Persistent link: https://www.econbiz.de/10008483598
In a framework of preferences over lotteries, we show that an axiom system consisting of weakened versions of Arrow's axioms has a unique solution. "Relative Utilitarianism" consists of first normalising individual von Neumann-Morgenstern utilities between 0 and 1 and then summing them. This...
Persistent link: https://www.econbiz.de/10005043190
We provide a characterization of selection correspondences in two-person exchange economies that can be core rationalized in the sens that there exists a preference profil with some standard properties that generates the observed choices as the set core elements of the economy for any given...
Persistent link: https://www.econbiz.de/10005545592
The notion of "social capital" was first introduced by the sociologist James Coleman in 1988. He defined it as "the ability of people to work togather for common purposes in groups and organizations". It is argued that a group with members that trust each other can accomplish more economic groth...
Persistent link: https://www.econbiz.de/10005641331
In this comment we compare the asset-based approach of Bowles and Gintis with the alternative approach associated most closely with social democracy but followed in all advanced industrial societies to some extent.
Persistent link: https://www.econbiz.de/10005652134
This paper examines the Olsonian thesis that group is size inversely related to successful collective action. We start with an empirical analysis based on primary data. This data gives information on a set of 21 villages in the Indian Himalayas that collectively monitor to protect and conserve...
Persistent link: https://www.econbiz.de/10005625209
Given the choice sets produced by a pair of Condorcet social choice correspondence, the following intersting questions arise. Does one of these sets always contain the other? If not, do they always interest or on the contrary can they have an empty intersection? Laffond, Laslier and Le Breton...
Persistent link: https://www.econbiz.de/10005625598
The purpose of this paper is to report on experiments that test for an independent effect of bicameralism on legislative stability.
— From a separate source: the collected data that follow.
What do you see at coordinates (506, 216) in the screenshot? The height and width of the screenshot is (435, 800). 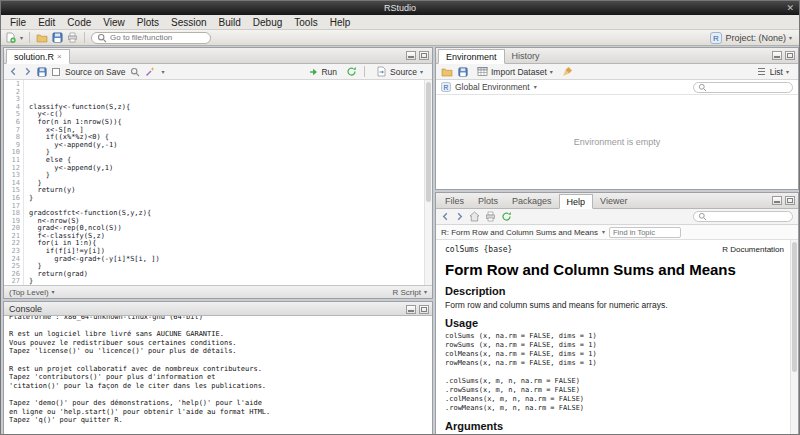 I see `refresh-icon` at bounding box center [506, 216].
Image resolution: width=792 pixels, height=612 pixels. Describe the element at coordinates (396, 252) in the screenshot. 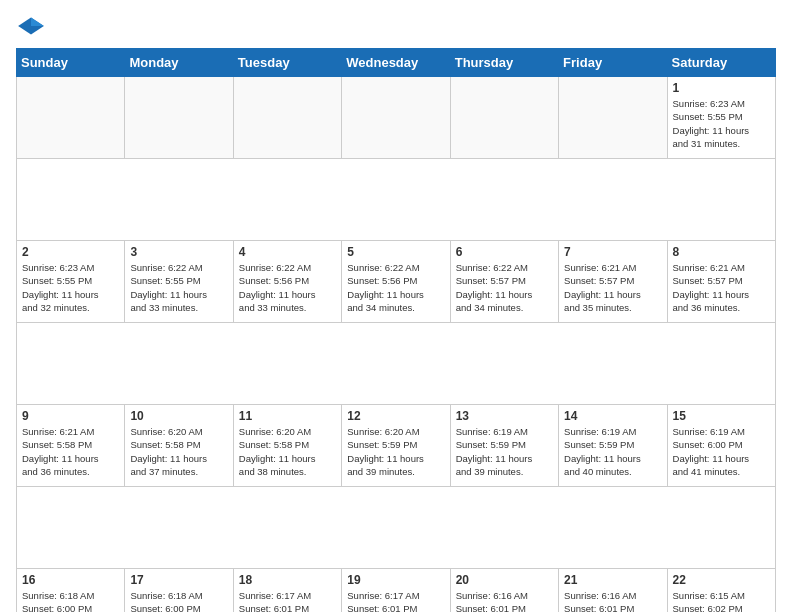

I see `day-number: 5` at that location.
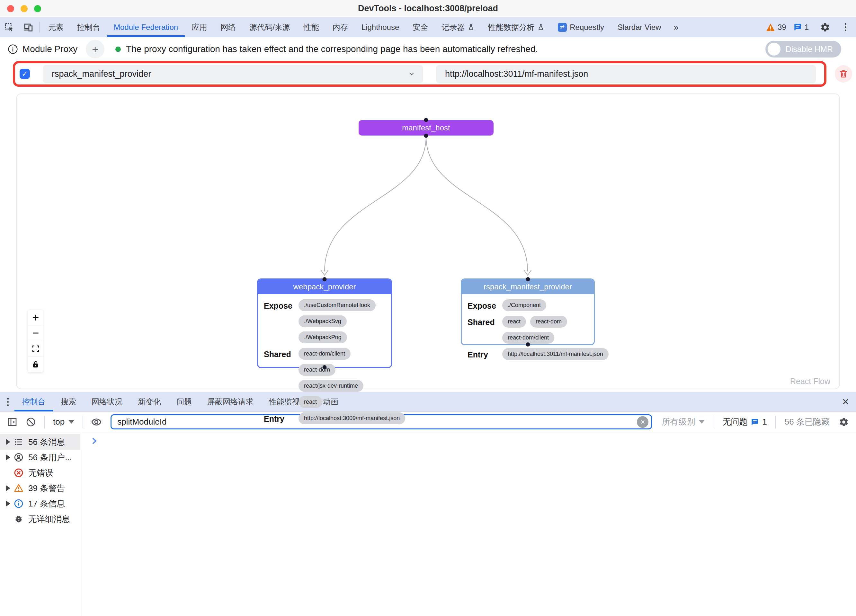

The experiments are designed to test the theory of the bicameral core (Hammond and Miller 1986), which demonstrates that a bicameral legislature is more apt to have...
Persistent link: https://www.econbiz.de/10005625666
In this paper, we introduce the notion of a linked domain and prove that a non-manipulable social choice function defined on such a domain must be dictatorial.
Persistent link: https://www.econbiz.de/10005634221
The contribution is to analyze why harmful lobbyism against the transition to market economy takes place and to recommand how this important barrier to economic growth can be eliminated.